Welsh author and linguist Mererid Hopwood has adapted Macfarlane’s acrostic spell-poems to create the Welsh language edition, Geiriau Diflanedig, publishing in hardback at £25 on 10th October 2019.
The Lost Words (Hamish Hamilton) began as a response to the removal of everyday nature words – among them ‘acorn’, ‘bluebell’, ‘kingfisher’ and ‘wren’ – from the Oxford English Dictionary because those words were not being used enough by children to merit inclusion. Although not ‘lost’ in the same way, Geiriau Diflanedig exposes the fact that the same words are disappearing from common use here in Wales, underlining a similar disconnect between people and the natural world around them.
Hopwood said: "In his poem ‘Cofio’ Waldo Williams longs for the ‘little words of lost languages’, and every day, somewhere, little words are disappearing. This book is an attempt to stop more from slipping away and to conjure some back to life. This is why the poet of the original text, Robert Macfarlane, called the poems ‘spells’ and filled them with rich language. The Welsh version follows his example. By looking at Jackie Morris’s inspirational illustrations and listening to the language of the spells, there’s no need to fear unfamiliar words.
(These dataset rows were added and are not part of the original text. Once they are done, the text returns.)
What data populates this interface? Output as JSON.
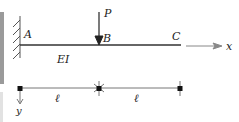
{
  "diagram": {
    "type": "cantilever-beam",
    "labels": {
      "support": "A",
      "load_point": "B",
      "free_end": "C",
      "load": "P",
      "stiffness": "EI",
      "x_axis": "x",
      "y_axis": "y",
      "segment_1": "ℓ",
      "segment_2": "ℓ"
    },
    "colors": {
      "beam": "#333333",
      "axis": "#888888",
      "dimension": "#666666"
    }
  }
}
Enjoy their taste on your tongue and let the magic of the vowels and consonants of the natural world fill your imagination."
Since its publication in October 2017, The Lost Words has captured the imagination of thousands of readers, selling 119,504 copies for £1.83m through BookScan. The Lost Words won the Children’s Book of the Year at the 2018 British Book of the Year Awards, Hay Festival Book of the Year 2017 and BAMB Most Beautiful Book of the Year Award 2017. Most recently, Morris received the prestigious CILIP Kate Greenaway Medal 2019 for her illustrations.
Macfarlane said: "The Lost Words was born partly in Wales, in Jackie Morris's artist's studio on St David's Head, her paintings inspired by Welsh nature and landscape; copies of the book have been donated to scores of Welsh primary schools, and care homes in Wales; and its art and poems are filling the walls of the new Critical Care Unit at Cwmbran. So it is a great joy to me that it should also now be appearing in a Welsh-language edition, with my spells conjured into Welsh by Mererid Hopwood – made to tumble and flow and ripple and jump anew by the magic of Mererid's ear and pen. I hope this edition will bring the book to many more Welsh readers, and help close the gap between nearby nature and everyday life in the country."
Morris added: "To know that The Lost Words will be available in this beautiful edition makes my heart sing. Mererid Hopwood understands the way words work, makes the air sing with rhythms and internal rhymes. I was so excited when she took on the task. And somehow, in Welsh, they do sound like the ancient magic of conjuring. I hope our book, mine, Robert's and Mererid's, finds its way into every school in Wales."